Looking for what in theory should be the optimal H+-buffer stack? Look no further! Simply (re)view my 2018 article on #BA + #bicarbonate | more
So, what's the verdict then? Within commonly applied (performance enhancing) dosing schemes of 1.5-6-5g/d beta-alanine (#BA) is likely to cause the tingles (if administered as a bolus). Moreover, BA could trigger small and physiologically irrelevant increases in the alanine-metabolizing (liver-) enzyme ALT (learn more about those and how the enzyme is by no means liver-specific, here). The depletion of your cellular taurine stores, on the other hand, doesn't seem to be an issue if you don't dose your supplements based on bro-logic, i.e. "if some's good more is going to get me even more jacked!".

In other words, potentially serious side effects due to the depletion of taurine (and/or histidine, which is even more unlikely given the overall high protein intakes of the average BA consumer) must be feared only by those morons among you whose daily beta-alanine intake is more than 10 times the regular human dose of ~3-6g/d | Comment on Facebook!
References:
  • Blancquaert, Laura, et al. "Effects of histidine and β-alanine supplementation on human muscle carnosine storage." Med Sci Sports Exerc 49.3 (2017): 602-609.
  • Dolan, Eimear, et al. "A Systematic Risk Assessment and Meta-Analysis on the Use of Oral β-Alanine Supplementation." Advances in Nutrition (2019).

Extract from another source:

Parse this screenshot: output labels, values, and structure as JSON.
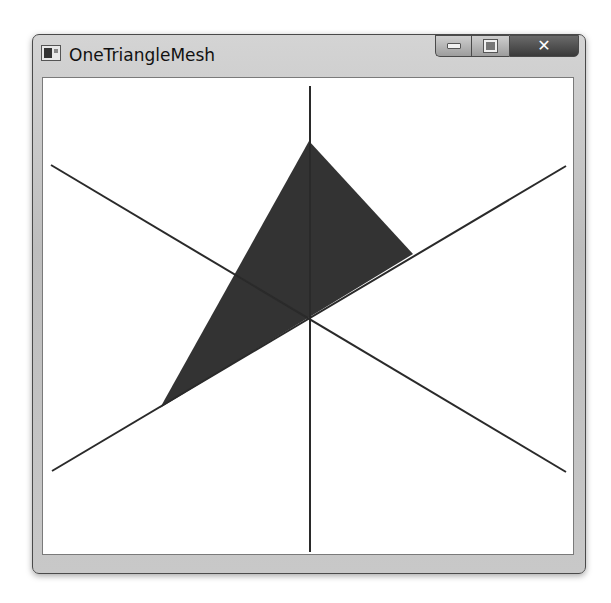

  • Harris, Roger C., et al. "Simultaneous Changes In Muscle Carnosine and Taurine During and Following Supplementation with b-alanine." Medicine & Science in Sports & Exercise 42.5 (2010): 107.
  • Saunders, Bryan, et al. "24-Week β-alanine ingestion does not affect muscle taurine or clinical blood parameters in healthy males." European journal of nutrition (2018): 1-9.
Disclaimer:The information provided on this website is for informational purposes only. It is by no means intended as professional medical advice. Do not use any of the agents or freely available dietary supplements mentioned on this website without further consultation with your medical practitioner.